The Assignee as Client
ABC assignees are often experienced insolvency professionals, attorneys, or CPA firms. They need counsel for preference defense, assistance with bulk sale compliance, and sometimes replacement if the original assignee faces removal. Firms that serve this market develop relationships with the professionals who receive repeat assignee appointments.
Preference Risk Under State Law
Unlike federal bankruptcy, where preference actions are governed by 11 U.S.C. section 547, ABC preference law varies by state. Some states have no preference statute at all. Others mirror the Bankruptcy Code's 90-day lookback. A practitioner advising a creditor or assignee must know the specific state rule, not assume federal standards apply.
The Bulk Sale Problem
California and some other states require compliance with bulk sale notice provisions under the Uniform Commercial Code Article 6, where it has not been repealed. Failure to give proper notice can expose the assignee to successor liability for the debtor's unpaid sales taxes. This is a specific, concrete trap that has caught assignees who treated the ABC as an informal process.
Where Practitioners Misstep
Assuming Homogeneity Across States
New York's ABC statute, found in New York Debtor and Creditor Law Article 7, requires court supervision and creditor notice with a claims bar date. Delaware's ABC statute, 10 Del. C. sections 7301 et seq., is more flexible and assignee-friendly.

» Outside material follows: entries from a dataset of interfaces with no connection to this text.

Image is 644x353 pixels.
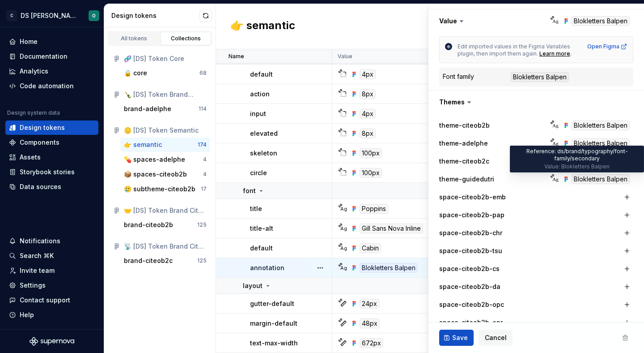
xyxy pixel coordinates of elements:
[124,104,171,113] div: brand-adelphe
[452,333,467,342] span: Save
[359,148,382,158] div: 100px
[197,221,207,228] div: 125
[29,336,74,346] svg: Supernova Logo
[120,218,210,232] button: brand-citeob2b125
[20,67,48,76] div: Analytics
[5,248,98,262] button: Search ⌘K
[359,318,379,328] div: 48px
[20,138,59,147] div: Components
[514,163,640,170] div: Value: Blokletters Balpen
[199,69,207,76] div: 68
[552,122,559,129] div: Ag
[124,256,172,265] div: brand-citeob2c
[5,121,98,135] a: Design tokens
[124,220,173,229] div: brand-citeob2b
[120,102,210,116] button: brand-adelphe114
[112,35,156,42] div: All tokens
[359,128,376,138] div: 8px
[20,266,54,275] div: Invite team
[120,138,210,152] button: 👉 semantic174
[439,121,489,130] label: theme-citeob2b
[5,278,98,292] a: Settings
[20,182,61,191] div: Data sources
[552,139,559,147] div: Ag
[230,18,295,34] h2: 👉 semantic
[250,110,266,118] p: input
[203,156,207,163] div: 4
[570,50,571,57] span: .
[5,150,98,165] a: Assets
[5,64,98,78] a: Analytics
[571,121,629,130] div: Blokletters Balpen
[539,50,570,58] a: Learn more
[250,338,298,347] p: text-max-width
[5,308,98,322] button: Help
[359,168,382,177] div: 100px
[439,318,502,327] label: space-citeob2b-opr
[337,53,353,60] p: Value
[124,169,187,179] div: 📦 spaces-citeob2b
[120,66,210,80] button: 🔒 core68
[340,205,347,212] div: Ag
[359,89,376,99] div: 8px
[124,126,207,135] div: 🪙 [DS] Token Semantic
[5,263,98,278] a: Invite team
[510,146,644,173] div: Reference: ds/brand/typography/font-family/secondary
[250,243,273,253] p: default
[120,152,210,166] button: 💊 spaces-adelphe4
[439,264,499,273] label: space-citeob2b-cs
[359,109,376,119] div: 4px
[124,54,207,63] div: 🧬 [DS] Token Core
[2,6,102,25] button: CDS [PERSON_NAME]O
[20,281,46,289] div: Settings
[120,182,210,196] button: 🥲 subtheme-citeob2b17
[439,246,502,255] label: space-citeob2b-tsu
[552,176,559,183] div: Ag
[250,168,267,177] p: circle
[359,204,388,214] div: Poppins
[20,52,67,61] div: Documentation
[197,257,207,264] div: 125
[203,171,207,177] div: 4
[340,244,347,251] div: Ag
[20,168,75,176] div: Storybook stories
[120,253,210,268] button: brand-citeob2c125
[5,79,98,93] a: Code automation
[229,53,244,60] p: Name
[20,295,70,305] div: Contact support
[5,179,98,194] a: Data sources
[340,225,347,232] div: Ag
[359,338,383,348] div: 672px
[20,251,54,260] div: Search ⌘K
[5,234,98,248] button: Notifications
[340,264,347,271] div: Ag
[439,330,474,346] button: Save
[250,299,294,308] p: gutter-default
[243,186,256,195] p: font
[250,224,273,232] p: title-alt
[5,49,98,64] a: Documentation
[92,12,96,19] div: O
[250,149,277,158] p: skeleton
[250,70,273,79] p: default
[511,72,569,82] div: Blokletters Balpen
[359,262,417,273] div: Blokletters Balpen
[21,11,78,20] div: DS [PERSON_NAME]
[439,174,494,184] label: theme-guidedutri
[5,293,98,307] button: Contact support
[439,210,504,220] label: space-citeob2b-pap
[120,167,210,181] button: 📦 spaces-citeob2b4
[5,165,98,179] a: Storybook stories
[5,34,98,49] a: Home
[124,140,162,149] div: 👉 semantic
[250,263,284,272] p: annotation
[485,333,507,342] span: Cancel
[552,18,559,24] div: Ag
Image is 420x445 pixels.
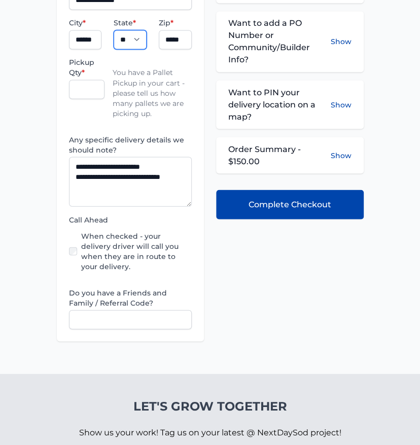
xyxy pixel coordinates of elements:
[330,86,351,123] button: Show
[248,198,331,210] span: Complete Checkout
[228,143,330,167] span: Order Summary - $150.00
[112,57,192,118] p: You have a Pallet Pickup in your cart - please tell us how many pallets we are picking up.
[69,57,104,78] label: Pickup Qty
[79,398,341,414] h4: Let's Grow Together
[69,18,102,28] label: City
[69,287,192,308] label: Do you have a Friends and Family / Referral Code?
[228,86,330,123] span: Want to PIN your delivery location on a map?
[69,134,192,155] label: Any specific delivery details we should note?
[159,18,192,28] label: Zip
[216,190,363,219] button: Complete Checkout
[330,150,351,160] button: Show
[228,17,330,66] span: Want to add a PO Number or Community/Builder Info?
[330,17,351,66] button: Show
[81,231,192,271] label: When checked - your delivery driver will call you when they are in route to your delivery.
[114,18,146,28] label: State
[69,214,192,224] label: Call Ahead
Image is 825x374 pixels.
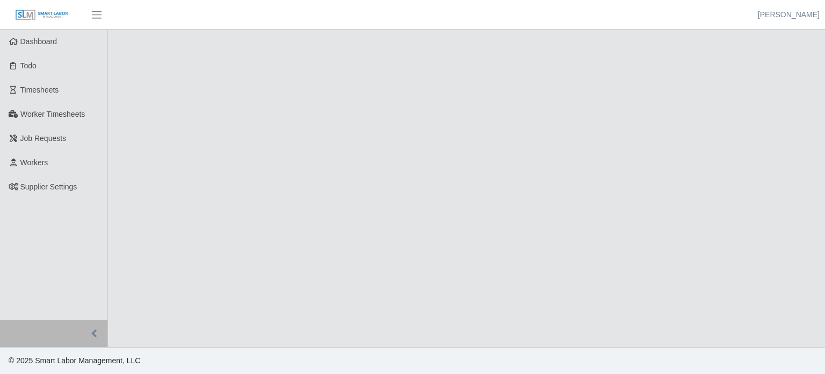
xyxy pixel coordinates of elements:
span: © 2025 Smart Labor Management, LLC [9,356,140,364]
span: Todo [20,61,37,70]
span: Timesheets [20,85,59,94]
span: Workers [20,158,48,167]
img: SLM Logo [15,9,69,21]
span: Dashboard [20,37,58,46]
span: Worker Timesheets [20,110,85,118]
span: Job Requests [20,134,67,142]
span: Supplier Settings [20,182,77,191]
a: [PERSON_NAME] [758,9,820,20]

California's statute requires detailed accountings and court confirmation. A practitioner who drafts engagement letters or advice memos using one state's template for another state's proceeding will miss critical requirements.
Overlooking the Fraudulent Transfer Lookback
ABC assignees in many states can pursue fraudulent transfers under the state Uniform Fraudulent Transfer Act or its successor, the Uniform Voidable Transactions Act. The lookback period is typically four years, longer than bankruptcy's two-year window under 11 U.S.C. section 548. A creditor who received a settlement payment three years before the ABC may face exposure they would not face in bankruptcy.
Failing to Secure the Estate's Cash
Without the automatic stay, the assignee has no statutory tool to freeze bank accounts or prevent the debtor's principals from draining remaining funds before the assignment becomes effective. Practitioners sometimes delay the assignment execution to negotiate with a key creditor, only to find the operating account emptied. The assignment instrument should be timed to capture the maximum recoverable estate.
Related Terms in Bankruptcy and Restructuring
A practitioner working with ABCs should also understand the Section 363 Sale, the federal court-supervised asset sale that often competes with or replaces an ABC for larger estates. The Automatic Stay defines the protection ABCs lack. Receivership is another state-court remedy, but creditor-initiated and involuntary, unlike the voluntary ABC. Debtor-in-Possession Financing and the Chief Restructuring Officer are tools for restructurings that attempt to avoid liquidation entirely. Proof of Claim (Bankruptcy) is the federal analog to the claim filed with an assignee.
If your firm handles ABC wind-downs, assignments, or assignee services, the ABC wind-down industry page describes how ROI Wire reaches the principals and fiduciaries who make these appointments. For more terms in this division, see the Bankruptcy & Restructuring glossary hub.